The Library of Congress Needs Your Help Transcribing Clara Barton's Diaries, Correspondences, and Other Rarely Seen Papers

Clara Barton photographed by Charles R. B. Claflin in 1865.
Clara Barton photographed by Charles R. B. Claflin in 1865. / Liljenquist Family Collection of Civil War Photographs, Library of Congress Prints and Photographs Division // No Known Restrictions on Publication
facebooktwitterreddit

Like many important historical figures you learn about in grade school, Clara Barton has been distilled into a couple salient accomplishments: she was a nurse during the Civil War, and she founded the American Red Cross.

Though impressive, these details don’t exactly capture how fascinating her life truly was.
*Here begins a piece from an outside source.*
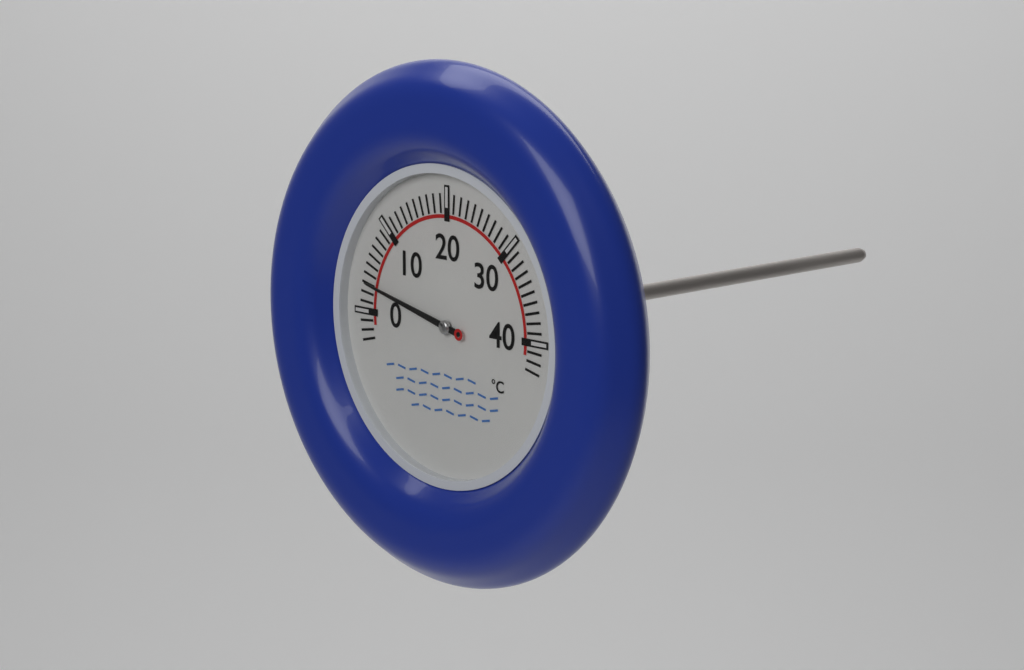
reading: 3 °C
Barton survived two near-death experiences, first when she contracted dysentery as a 5-year-old (neighbors, assuming she would die, actually started spreading the word about her death prematurely). And again during the Battle of Antietam, when a bullet tore through her dress sleeve. “I have never mended that hole in my sleeve,” she later wrote.

The “Angel of the Battlefield” also founded a public school in New Jersey, established an organization to help family members track down missing Civil War soldiers, and really loved cats. An Indiana Congressman even sent her a black and white kitten as a thank-you gift for her relief efforts at Antietam; she named it Tommy.

The reason we know so much about Barton’s life is mostly because she chronicled it in books like The Story of My Childhood and A Story of the Red Cross. But for every widely circulated work of Barton’s, there are thousands of private pages—letters, diary entries, poems, speeches, and more—that few people have ever seen.

To make all those documents more easily accessible, the Library of Congress is currently digitizing the whole collection, and they’re asking the public to help transcribe it. The largest category that still needs transcription is a series of letterbooks with Red Cross-related correspondence and personal reflections on her career from 1876 through 1911. Anyone participating in the project will quickly realize that writing letters was as integral to 19th-century jobs as sending emails is to present-day ones.